New Release: Tor Browser 9.0a8

Tor Browser 9.0a8 is now available from the Tor Browser Alpha download page and also from our distribution directory.
Note: this is an alpha release, an experimental version for users who want to help us test new features. For everyone else, we recommend downloading the latest stable release instead.
This is the last alpha release before the first stable release in the 9.0 series, which is planned for next week. It contains various fixes and improvements. Among them, we added a New Identity button to the toolbar, we included Tor network settings into about:preferences, we fixed the App menu items on macOS, and we solved the issue which made the Android build non-reproducible.
Known issue:
- While building this release and checking that the build is reproducible, we found that our linux32 and macOS bundles did not match. However this seems to be an intermittent issue, as triggering a rebuild caused our builds to match. We are currently investigating the issue.
If you find any issue with this release, please help us by reporting them so we can fix as much as we can before the first stable release based on ESR68, which is planned for next week, October 22.
The full changelog since Tor Browser 9.0a7 is:
- All Platforms
- Bug 13543: Spoof smooth and powerEfficient for Media Capabilities
- Bug 28196: about:preferences is not properly translated anymore
- Bug 19417: Disable asmjs on safer and safest security levels
- Bug 30463: Explicitly disable MOZ_TELEMETRY_REPORTING
- Bug 31935: Disable profile downgrade protection
- Bug 31811: Backport fix for bug 1554805
- Bug 16285: Disable DRM/EME on Android and drop Adobe CDM
- Bug 31602: Remove Pocket indicators in UI and disable it
- Bug 31914: Fix eslint linter error
- Translations update
- Windows + OS X + Linux
- Update Tor to 0.4.2.2-alpha
- Update Tor Launcher to 0.2.19.5
- Bug 31286: New strings for about:preferences#tor
- Translations update
- Bug 31286: Provide network settings on about:preferences#tor
- Bug 31886: Fix ko bundle bustage
- Bug 31768: Update onboarding for Tor Browser 9
- Bug 27511: Add new identity button to toolbar
- Bug 31778: Support dark-theme for the Circuit Display UI
- Bug 31910: Replace meek_lite with meek in circuit display
- Bug 30504: Deal with New Identity related browser console errors
- Bug 31929: Don't escape DTD entity in ar
- Bug 31747: Some onboarding UI is always shown in English
- Bug 32041: Replace = with real hamburguer icon ≡
- Windows
- OS X
- Linux
- Android
- Bug 31822: Security slider is not really visible on Android anymore
- Build System
One Tor Browser quirk that's…
One Tor Browser quirk that's been quite annoying for the past few major releases is the way it interacts with dconf database on GNU/Linux. It seem this is because Tor Browser runs with only "partially" modified HOME environment variable which results in strange behavior.

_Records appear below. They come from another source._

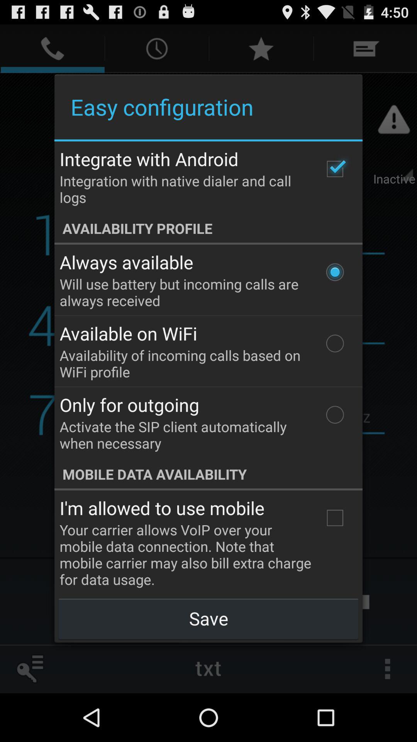 The image size is (417, 742). Describe the element at coordinates (335, 169) in the screenshot. I see `turn off item above the availability profile` at that location.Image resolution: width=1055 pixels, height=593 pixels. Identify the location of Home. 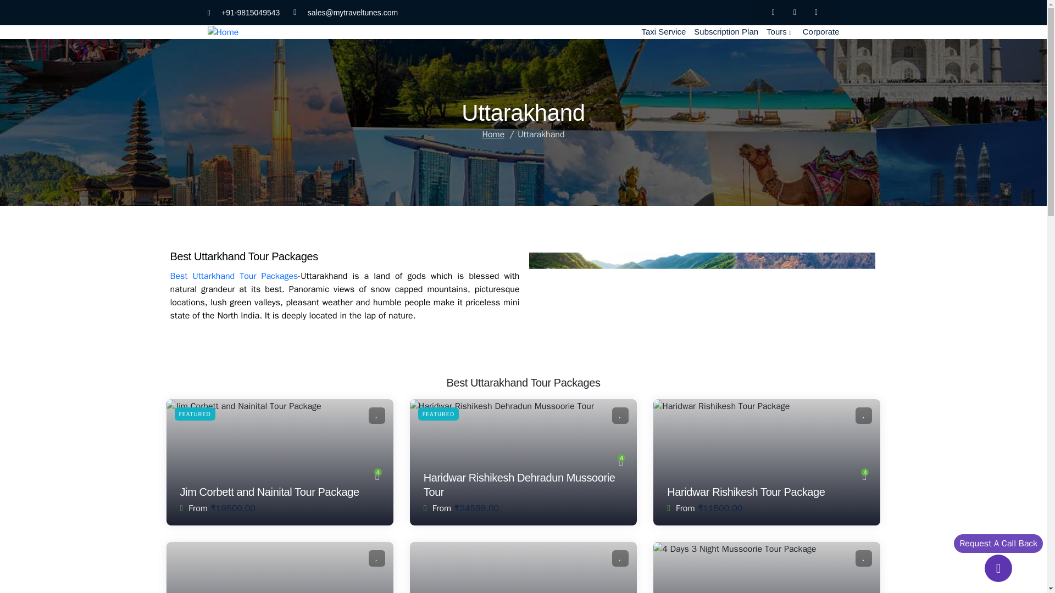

It does not to read the values from the user's dconf database, which is of course how it should be. Because it can't find such database under modified HOME, the values used are the defaults. This is expected behavior. Yet at the same time it somehow manages to write these default values to user's dconf database under original HOME nonetheless. In effect, this results in user's dconf values (which are used outside of Tor Browser by other programs) being continuously reset by Tor Browser to defaults.
One noticeably example is the file dialog in Tor Browser (GTK3 FileChooser) which resets
org.gtk.Settings.FileChooser
values. In practice this means GTK3 file dialog is reset to its default behavior in all other programs that use it. For example, the window size of the dialog maxes out.Another way to confirm this is by copying
~/.config/dconf/user
toBrowser/.config/dconf/user
. What happens is that Tor Browser now reads values from this copied file and thus does not use default values, but it still writes values to the first original file in original HOME instead of the second one in modified HOME. So to reiterate, it reads (or tries to read) dconf values from the modified HOME, but then writes them to the original HOME. And for some things like the file dialog above this write operation is performed just by opening the dialog without actually doing anything with it.Now in this narrow case of dconf this can all legitimately be dismissed as upstream's inconsistent use of the HOME variable. However in the long run I think a better approach should be developed that more thoroughly modifies and isolates the environment that Tor Browser runs in. I know there were some abandoned sandboxing attempts in the past, however even a dumb approach like using a "chroot jail" would be better in the meantime than the current situation.
What would you suggest as an isolation of Tor Browser that we can setup ourselves?